Single-country vs multi-country Europe eSIM
The first decision is scope. If your trip centres on one country, a week in Italy, say, a single-country eSIM is usually the best value, because plans priced for one market tend to offer more data per euro. If you are hopping between several countries in a single trip, a regional Europe plan that works across borders saves you from buying and installing a new eSIM in every stop. There is no universally "cheapest" answer; it comes down to how concentrated your route is. For a two-country trip, it is worth pricing both options before you buy.
How EU roaming really works
Travellers often hear that "roaming is free in Europe" and assume it applies to them. It is more specific than that. The EU's Roam Like At Home rules let people who hold a SIM from an EU or EEA carrier use their domestic allowance across the EU/EEA without extra roaming fees. If your phone plan is from outside the EU, for example the United States, or in many cases the post-Brexit UK, those rules generally do not cover you, and you would pay your own carrier's international roaming rates instead. That is exactly the gap a prepaid Europe eSIM fills: it gives any traveller local-rate data regardless of where their home line is based. A few countries that sit geographically in Europe, such as Switzerland, are outside the EU roaming zone entirely, so a dedicated eSIM matters even more there.
Popular European destinations
Each guide below covers the local networks, coverage notes, realistic data sizing and setup steps for that country, so you can buy with confidence:
- France eSIM
- Italy eSIM
- Spain eSIM
- Germany eSIM
- United Kingdom eSIM
- Greece eSIM
- Portugal eSIM
- Switzerland eSIM
- Netherlands eSIM
- Austria eSIM
- Belgium eSIM
You can also browse every European destination side by side in the eSIM marketplace, or jump straight to the full eSIM plans page.

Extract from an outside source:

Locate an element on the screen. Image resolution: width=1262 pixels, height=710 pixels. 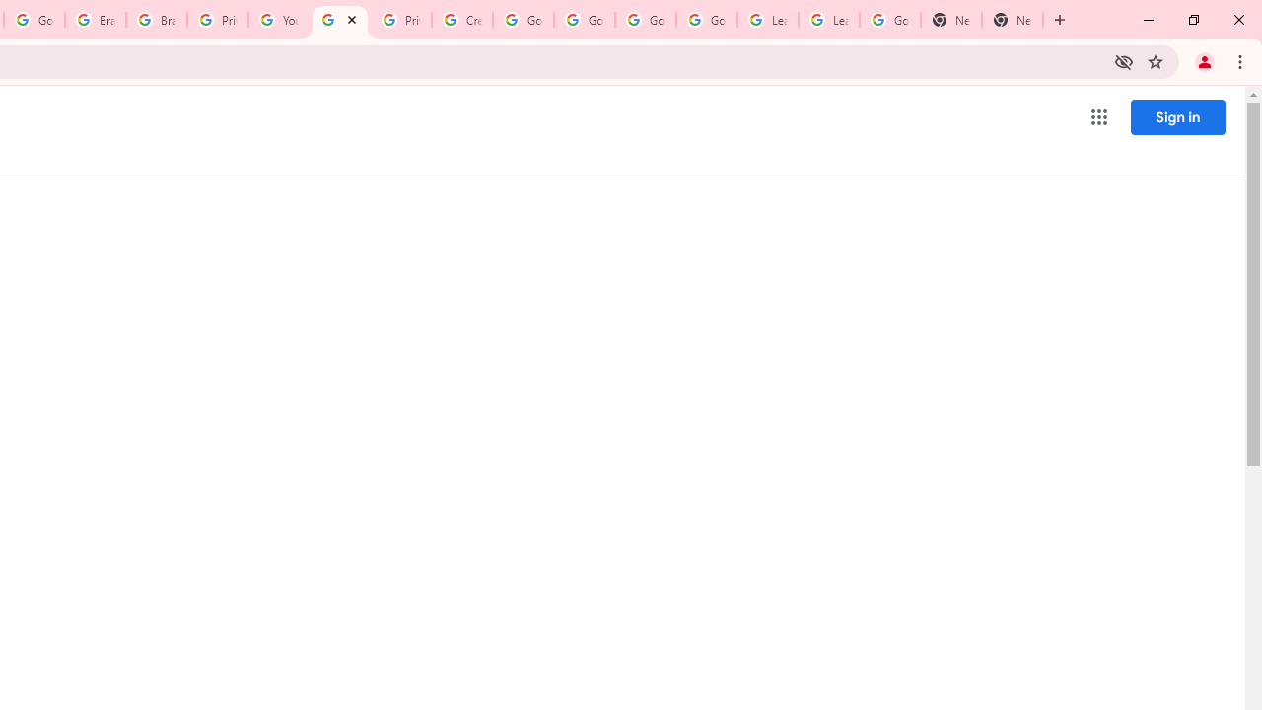
Google apps is located at coordinates (1098, 116).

How to choose your data allowance
Europe is data-friendly for tourists: maps and transit apps, restaurant lookups, translation, ride-hailing and the odd video call are the usual load. As a rough guide, a light user browsing and navigating may be comfortable on a modest daily allowance, while anyone streaming, tethering a laptop or sharing lots of photos should size up. Because SimClaire plans are prepaid, the low-risk approach is to start with a realistic allowance for your trip length and top up if you run short, rather than overbuying up front. If you are weighing this against your existing plan, our eSIM vs roaming guide breaks down when each option wins.
Setup takes minutes
You need a compatible, unlocked phone. Buy your plan, install the eSIM by scanning the QR code before you leave home, and switch it on when you land in Europe, your physical SIM stays put so your regular number keeps working. New to this? See why travellers choose eSIMs, then compare providers in our SimClaire vs Airalo breakdown.